Baking fish without the burnt smell.
1. Wrapped a fish in clay till it covered the entire fish.
2. Chucked the whole wrapped fish into a campfire size fire. Allow it to burnt.
3. Remove the clay and eat.
You don't need to scale the fish as when we remove the clay the scale will be removed together with the clay. This method could also be used in baking whole poultry without pulling its feathers off. In fact cooking poultry this way had made a restaurant in HangZhou (China) famous.

Stewing or making soup.
1. Dig a hole in the ground.
2. Place an animal skin over the ground (furry side down facing the ground) and pin the edge of the skin on the brink of the hole.
3. In a campfire, burnt 3-4 smooth, fist-size stones.
4. Fill the skin with water.
5. Put in the hot stones into the water.
6. Put in the soup or stew ingredients.
7. You could always replace the stoned to keep the stew/soup going. But usually it's enough to boil the whole stuff.

Frying egg. (Kind of a no-brainer)
1. Place 3 round stones of roughly the same size in a small-triangle position.
2. Built small fire in the middle of the 3 stones.
3. Place a flat stone which could cover the triangle and had been washed over the fire.

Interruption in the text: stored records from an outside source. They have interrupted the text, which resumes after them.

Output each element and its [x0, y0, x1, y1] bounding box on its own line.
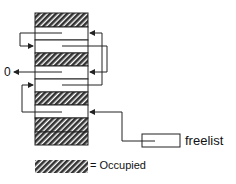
block-occupied-4: [35, 118, 88, 132]
block-occupied-2: [35, 53, 88, 66]
block-occupied-1: [35, 13, 88, 27]
null-pointer-label: 0: [4, 65, 11, 79]
legend-swatch: [35, 160, 88, 173]
block-occupied-5: [35, 132, 88, 145]
free-list-diagram: [0, 0, 236, 184]
freelist-label: freelist: [185, 133, 223, 148]
block-occupied-3: [35, 92, 88, 105]
legend-label: = Occupied: [90, 159, 146, 171]
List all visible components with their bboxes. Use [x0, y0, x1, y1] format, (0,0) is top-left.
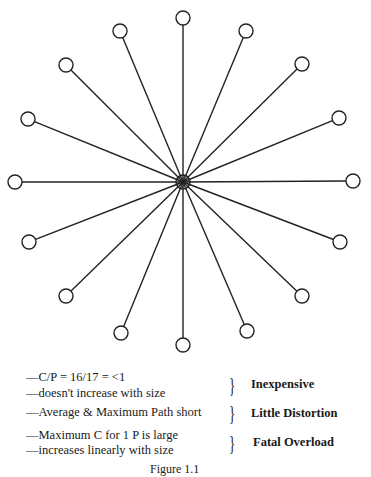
note-2-line-1: —Average & Maximum Path short	[26, 405, 201, 420]
peripheral-node	[114, 326, 128, 340]
spoke-line	[34, 122, 183, 182]
spoke-line	[183, 69, 297, 182]
spoke-line	[123, 37, 183, 182]
peripheral-node	[59, 58, 73, 72]
spoke-line	[183, 182, 244, 325]
peripheral-node	[113, 24, 127, 38]
spoke-line	[71, 182, 183, 291]
note-1-line-2: —doesn't increase with size	[26, 386, 165, 401]
note-2-label: Little Distortion	[251, 406, 337, 421]
note-1-label: Inexpensive	[251, 377, 314, 392]
peripheral-node	[59, 289, 73, 303]
spoke-line	[124, 182, 183, 327]
peripheral-node	[176, 11, 190, 25]
brace-2: }	[229, 402, 235, 424]
brace-1: }	[229, 374, 235, 396]
note-1-line-1: —C/P = 16/17 = <1	[26, 370, 125, 385]
brace-3: }	[229, 432, 235, 454]
spoke-line	[183, 181, 346, 182]
peripheral-node	[332, 111, 346, 125]
peripheral-node	[176, 338, 190, 352]
peripheral-node	[21, 112, 35, 126]
spoke-line	[183, 182, 333, 240]
hub-node	[176, 175, 190, 189]
peripheral-node	[295, 57, 309, 71]
peripheral-node	[22, 235, 36, 249]
peripheral-node	[295, 289, 309, 303]
peripheral-node	[239, 24, 253, 38]
spoke-line	[183, 182, 297, 291]
star-network-diagram	[0, 0, 371, 360]
peripheral-node	[333, 235, 347, 249]
peripheral-node	[240, 324, 254, 338]
spoke-line	[71, 70, 183, 182]
peripheral-node	[8, 175, 22, 189]
note-3-line-2: —increases linearly with size	[26, 443, 174, 458]
note-3-line-1: —Maximum C for 1 P is large	[26, 428, 178, 443]
figure-caption: Figure 1.1	[150, 462, 199, 477]
note-3-label: Fatal Overload	[253, 435, 334, 450]
spoke-line	[36, 182, 183, 239]
peripheral-node	[346, 174, 360, 188]
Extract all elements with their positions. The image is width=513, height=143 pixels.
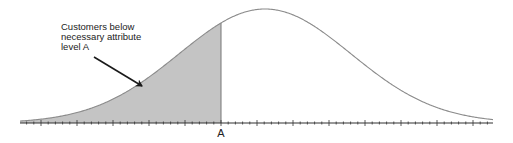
axis-label-a: A [214,127,228,139]
annotation-line-3: level A [61,42,141,52]
annotation-arrow-icon [94,57,142,86]
annotation-text: Customers below necessary attribute leve… [61,22,141,52]
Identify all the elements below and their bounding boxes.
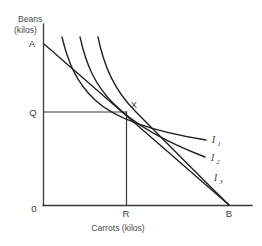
chart-canvas: Beans (kilos) Carrots (kilos) A Q 0 R B … (0, 0, 262, 246)
point-label-r: R (123, 208, 130, 219)
curve-label-i3-base: I (213, 173, 218, 183)
point-label-x: X (131, 99, 138, 110)
guide-lines-group (44, 112, 127, 206)
origin-label: 0 (31, 203, 36, 214)
point-label-a: A (29, 38, 36, 49)
curve-label-i3-subscript: 3 (219, 178, 223, 185)
indifference-curve-i2 (80, 37, 205, 157)
curve-label-i2-subscript: 2 (217, 158, 221, 165)
curve-label-i3: I 3 (213, 173, 223, 185)
indifference-curve-figure: Beans (kilos) Carrots (kilos) A Q 0 R B … (0, 0, 262, 246)
curve-label-i1-base: I (211, 135, 216, 145)
y-axis-label-line2: (kilos) (14, 25, 37, 35)
indifference-curve-i3 (98, 37, 229, 205)
point-label-b: B (226, 208, 232, 219)
point-label-q: Q (29, 107, 36, 118)
curve-label-i1: I 1 (211, 135, 221, 147)
curve-label-i1-subscript: 1 (218, 140, 221, 147)
indifference-curves-group (62, 37, 229, 205)
x-axis-label: Carrots (kilos) (91, 223, 145, 233)
curve-label-i2: I 2 (210, 153, 221, 165)
y-axis-label-line1: Beans (18, 14, 42, 24)
curve-label-i2-base: I (210, 153, 215, 163)
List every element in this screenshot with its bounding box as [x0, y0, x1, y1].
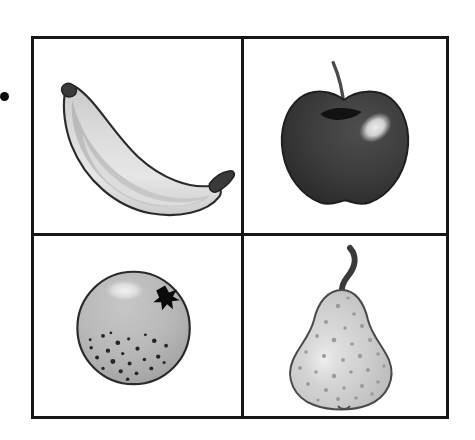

Let the flat stone burnt.
4. Cooked the egg on it. I had used twigs to flip it over, messy but edible.

I can't remember much of those things anymore. My survival skill had deteriorated now that I have not done any practice for a long time (Making a campfire in here will definitely get me arrested as budding arsonist.) Hopefully this will be useful.

It's up in the round up as well.

Tuesday, October 04, 2005

I'm back again!

Sorry to have disappeared for quite some time, it was a busy period. In the midst of tests and examinations I still need to get some illustration job done. Now, it's all in the past!

I won Brass Band Bold award from Paper chef! Yay! I never thought I could win anything. Thank you very much for it! I'm also featured in Tomatilla's paper chef round-up and in My Home Kitchen page. I feel like patting my own back.

I really appreciate the comments that people gave me, I really do. However, I'm very sorry that I didn't get back to you all earlier. My deepest apologies.

For the next one I simply will love to go for the IMBB 20 and SHF 13 if I have the time. However I will definitely go for Cooking The Old Fashioned Way - AKA Disaster Preparedness. For Paper Chef 11 I'm very sorry but I don't think I will go for it. I have SAT the next day, must study.